Battle of the ages
David R. Sands
Washington Times
October 13, 2007
It’s the kind of harmonic convergence that makes a chess columnist’s job easy.
The world’s best senior players crowned a new champion late last month in Austria, and the world’s best junior players are nearing the end of their title tournament this weekend in Armenia. Both events provided ample opportunity for enterprising play.
In Gmunden, Austria, Lithuanian IM Algimantas Butnorius was the surprise winner of FIDE’s 17th Senior World Championship with a 9-2 score, a half-point ahead of Russian GMs Evgeny Vasiukov and Yuri Shabanov and Czech GM Vlastimil Jansa. Scoring a respectable 7-4 was New Orleans chess legend FM Jude Acers, apparently fully recovered from his harrowing Hurricane Katrina ordeal.
Butnorius earned a key point in Austria against a former senior world champ, GM Janis Klovans of Latvia. After some lengthy maneuvering in a classic Closed Ruy Lopez battle, Butnorius as Black secures a positional clamp through a temporary pawn sacrifice.
Here is the full article.
Good for Jude. Hope he’ll be back to New Orleans soon.
First time I hear of Mr. Acers.
Sand, in this article says, if I understood right, that in the Spanish Defense, White never achieves much in the King side. I think this declaration is not accurate for there are some games that White does develop a King-side offense in the Ruy.
It may be that Sand refers only to the specific variation in the Ruy played in his analyzed game.
The vocal feature that the Washington post has where you can hear the article as well as read it is very new to me. I think it is great. Is it computer reading or a human?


Your instructions:
Look through the listing below and write out exactly the lines from the line with "The image size" to the line with "The height and width of the screenshot is (310, 838).", both included, and no others.

Task data:
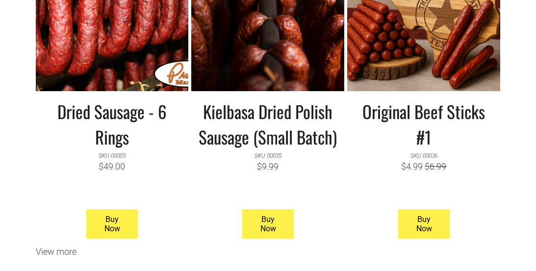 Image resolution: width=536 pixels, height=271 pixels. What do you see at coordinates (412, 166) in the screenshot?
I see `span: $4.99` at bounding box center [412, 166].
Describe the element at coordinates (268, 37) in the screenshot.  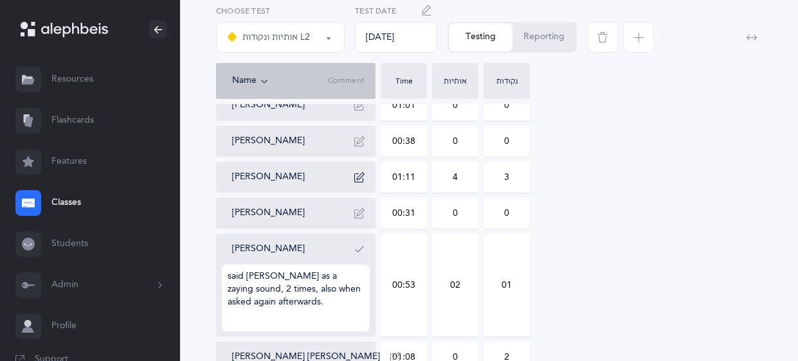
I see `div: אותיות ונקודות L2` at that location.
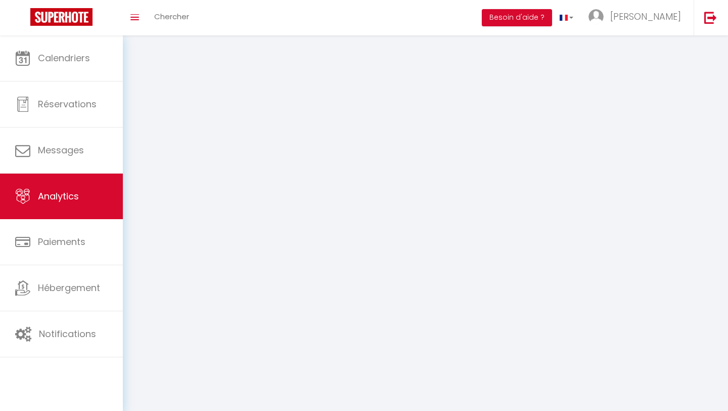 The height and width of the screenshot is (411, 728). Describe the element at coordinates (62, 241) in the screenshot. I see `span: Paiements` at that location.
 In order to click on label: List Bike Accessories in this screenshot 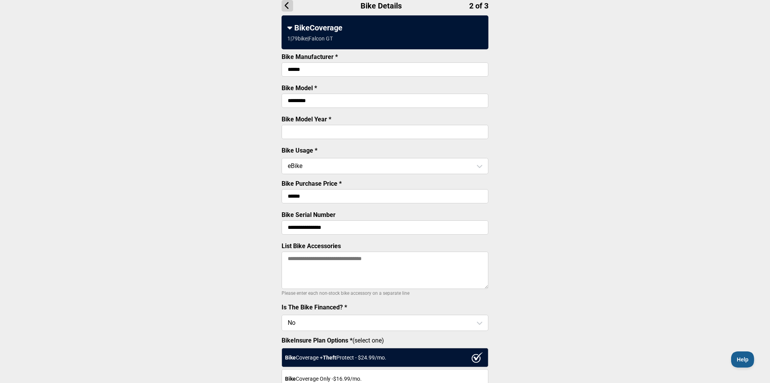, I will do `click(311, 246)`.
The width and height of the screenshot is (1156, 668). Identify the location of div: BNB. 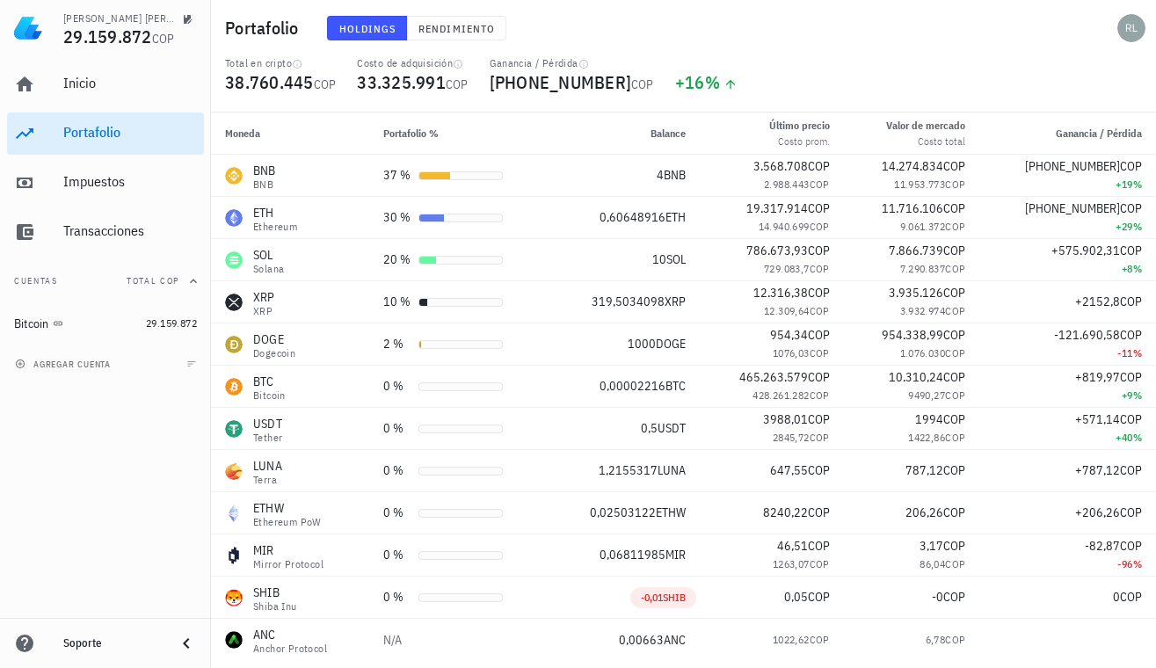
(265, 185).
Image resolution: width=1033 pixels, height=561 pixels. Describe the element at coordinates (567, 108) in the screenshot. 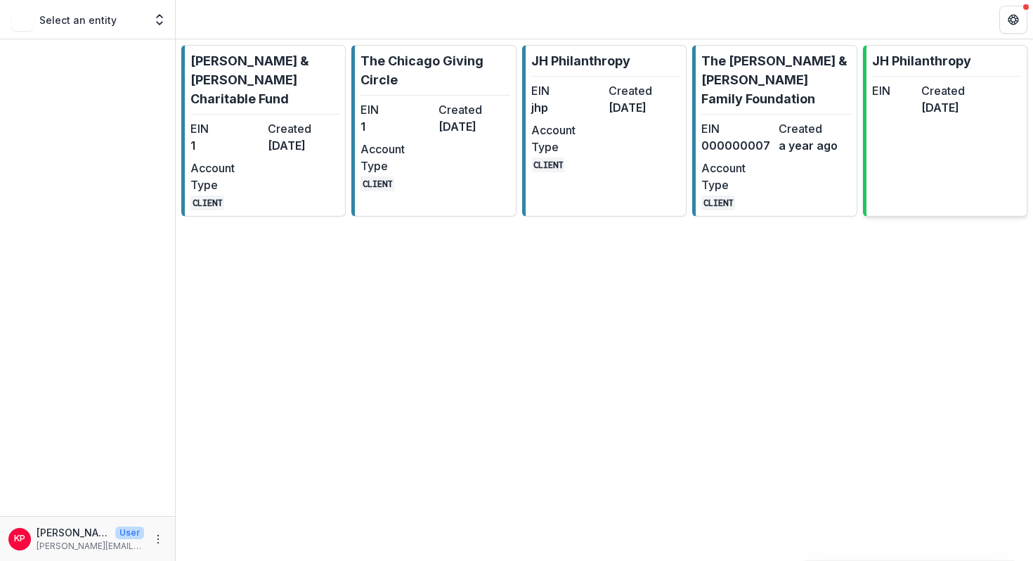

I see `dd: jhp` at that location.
---
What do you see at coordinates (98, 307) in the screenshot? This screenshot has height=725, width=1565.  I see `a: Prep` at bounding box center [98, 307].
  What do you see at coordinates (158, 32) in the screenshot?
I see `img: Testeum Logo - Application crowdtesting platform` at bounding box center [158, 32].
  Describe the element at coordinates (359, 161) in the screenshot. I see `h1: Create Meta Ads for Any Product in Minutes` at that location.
* * *
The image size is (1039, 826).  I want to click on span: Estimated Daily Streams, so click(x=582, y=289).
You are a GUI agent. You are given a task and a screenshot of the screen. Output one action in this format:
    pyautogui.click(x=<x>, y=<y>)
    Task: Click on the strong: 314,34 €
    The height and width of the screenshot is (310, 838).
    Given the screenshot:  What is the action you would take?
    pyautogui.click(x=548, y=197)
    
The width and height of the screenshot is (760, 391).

Solution for this problem:
The image size is (1039, 826).  I want to click on span: Estimated Daily Streams, so click(x=582, y=289).
You are a GUI agent. You are given a task and a screenshot of the screen. Output one action in this format:
    pyautogui.click(x=<x>, y=<y>)
    Task: Click on the strong: 314,34 €
    The height and width of the screenshot is (310, 838).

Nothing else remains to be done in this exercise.